I am allocating memory on the stack, and distributing it manually to shared pointers. I end up doing something like this at startup (I've simplified it by ignoring alignment issues):
char pool[100];
std::shared_ptr<Obj> p = new(reinterpret_cast<void*>(pool)) Obj;
pool += sizeof(pool);
Of course, it is possible that the 100
is not enough, so in that case I'd like to throw an exception:
char pool[100];
char* poolLimit = pool + 100;
if (pool + sizeof(Obj) >= poolLimit)
throw std::bad_alloc(); // is this a good idea?

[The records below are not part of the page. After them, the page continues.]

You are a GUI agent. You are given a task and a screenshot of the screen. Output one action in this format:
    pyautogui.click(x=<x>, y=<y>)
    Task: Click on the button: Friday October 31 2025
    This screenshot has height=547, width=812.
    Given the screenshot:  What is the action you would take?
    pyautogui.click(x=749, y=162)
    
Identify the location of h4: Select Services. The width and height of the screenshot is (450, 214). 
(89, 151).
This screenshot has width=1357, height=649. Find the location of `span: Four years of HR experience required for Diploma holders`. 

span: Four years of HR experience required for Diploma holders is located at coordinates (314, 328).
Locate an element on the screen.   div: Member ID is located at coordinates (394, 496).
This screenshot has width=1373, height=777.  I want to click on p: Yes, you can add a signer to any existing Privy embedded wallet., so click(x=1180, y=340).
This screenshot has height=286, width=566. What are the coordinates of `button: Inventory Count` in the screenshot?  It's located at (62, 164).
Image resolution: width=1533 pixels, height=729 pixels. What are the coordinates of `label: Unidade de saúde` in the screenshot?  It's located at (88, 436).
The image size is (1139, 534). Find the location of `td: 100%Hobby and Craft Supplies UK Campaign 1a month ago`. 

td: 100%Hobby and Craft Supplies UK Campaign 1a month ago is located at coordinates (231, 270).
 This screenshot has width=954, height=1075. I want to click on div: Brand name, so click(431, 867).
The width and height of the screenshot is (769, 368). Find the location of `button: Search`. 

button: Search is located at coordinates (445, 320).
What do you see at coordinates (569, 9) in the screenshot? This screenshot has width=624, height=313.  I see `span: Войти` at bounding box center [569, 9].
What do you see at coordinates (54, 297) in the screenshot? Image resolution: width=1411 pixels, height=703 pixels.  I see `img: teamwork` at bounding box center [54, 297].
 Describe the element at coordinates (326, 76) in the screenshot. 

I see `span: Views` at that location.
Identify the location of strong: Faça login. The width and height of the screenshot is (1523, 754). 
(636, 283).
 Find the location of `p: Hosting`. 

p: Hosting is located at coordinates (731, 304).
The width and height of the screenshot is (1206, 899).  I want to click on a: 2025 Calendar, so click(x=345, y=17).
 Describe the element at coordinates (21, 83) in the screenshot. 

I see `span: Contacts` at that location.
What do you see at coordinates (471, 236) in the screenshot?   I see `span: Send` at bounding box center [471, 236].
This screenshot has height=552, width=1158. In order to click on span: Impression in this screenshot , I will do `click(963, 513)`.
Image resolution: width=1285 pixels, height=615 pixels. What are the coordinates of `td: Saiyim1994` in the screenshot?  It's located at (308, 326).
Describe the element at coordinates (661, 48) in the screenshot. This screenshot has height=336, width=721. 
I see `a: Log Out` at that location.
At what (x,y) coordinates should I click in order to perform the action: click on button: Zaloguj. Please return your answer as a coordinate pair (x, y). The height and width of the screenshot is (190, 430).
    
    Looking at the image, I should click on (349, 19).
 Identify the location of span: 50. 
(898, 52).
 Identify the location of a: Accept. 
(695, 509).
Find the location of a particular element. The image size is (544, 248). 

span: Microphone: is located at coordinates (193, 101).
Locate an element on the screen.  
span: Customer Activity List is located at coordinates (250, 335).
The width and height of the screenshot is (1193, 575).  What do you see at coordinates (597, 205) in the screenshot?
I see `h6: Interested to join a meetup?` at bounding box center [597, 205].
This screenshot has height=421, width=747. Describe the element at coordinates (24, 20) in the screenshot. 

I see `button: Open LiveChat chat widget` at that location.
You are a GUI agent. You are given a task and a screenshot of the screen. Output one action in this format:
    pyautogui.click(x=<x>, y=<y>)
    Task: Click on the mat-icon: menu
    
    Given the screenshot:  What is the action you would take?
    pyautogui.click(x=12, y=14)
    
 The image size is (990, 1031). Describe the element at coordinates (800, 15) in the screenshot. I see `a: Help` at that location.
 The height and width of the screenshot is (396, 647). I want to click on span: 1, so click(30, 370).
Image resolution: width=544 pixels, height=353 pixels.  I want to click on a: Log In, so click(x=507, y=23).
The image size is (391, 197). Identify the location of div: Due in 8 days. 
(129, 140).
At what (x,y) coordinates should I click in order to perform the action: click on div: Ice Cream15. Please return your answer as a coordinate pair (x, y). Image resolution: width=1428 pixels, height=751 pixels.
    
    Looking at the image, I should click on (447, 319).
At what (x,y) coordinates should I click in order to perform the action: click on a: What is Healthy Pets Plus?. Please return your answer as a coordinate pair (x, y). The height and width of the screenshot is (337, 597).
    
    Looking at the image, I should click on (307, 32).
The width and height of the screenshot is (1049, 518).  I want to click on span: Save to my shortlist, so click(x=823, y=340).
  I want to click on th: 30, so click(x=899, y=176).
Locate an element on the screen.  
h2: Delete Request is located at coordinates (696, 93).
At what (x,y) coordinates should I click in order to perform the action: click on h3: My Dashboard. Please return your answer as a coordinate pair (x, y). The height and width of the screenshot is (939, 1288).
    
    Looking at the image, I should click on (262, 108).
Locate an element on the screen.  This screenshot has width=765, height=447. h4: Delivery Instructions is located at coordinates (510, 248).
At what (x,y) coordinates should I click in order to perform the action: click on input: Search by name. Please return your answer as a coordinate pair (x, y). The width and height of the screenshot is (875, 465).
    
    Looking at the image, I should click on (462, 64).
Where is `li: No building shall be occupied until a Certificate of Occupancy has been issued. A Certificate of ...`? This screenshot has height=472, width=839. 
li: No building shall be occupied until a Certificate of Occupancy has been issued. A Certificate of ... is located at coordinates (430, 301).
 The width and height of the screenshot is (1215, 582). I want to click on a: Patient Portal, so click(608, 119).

std::shared_ptr<Obj> p = new(reinterpret_cast<void*>(pool)) Obj;
pool += sizeof(pool);
Is it correct to throw a std::bad_alloc
here? Or should I just throw std::runtime_error
?
std::align
but for the purpose of this question that kind of detail wasn't necessary. The fact that it allocates on the stack is a minor detail, it could be on the heap as well.shared_ptr
on something that the system can deallocate itself (when the stack frame goes away) is just asking for trouble. Even if this is done inmain
, you're still better off using something other than the stack as stacks are often limited in size. If your goal is to have a large memory pool used for the lifetime of the program, static memory is a far better idea as it never goes away until the program quits and it can usually be of arbitrarily large size (depending on physical RAM/disk.)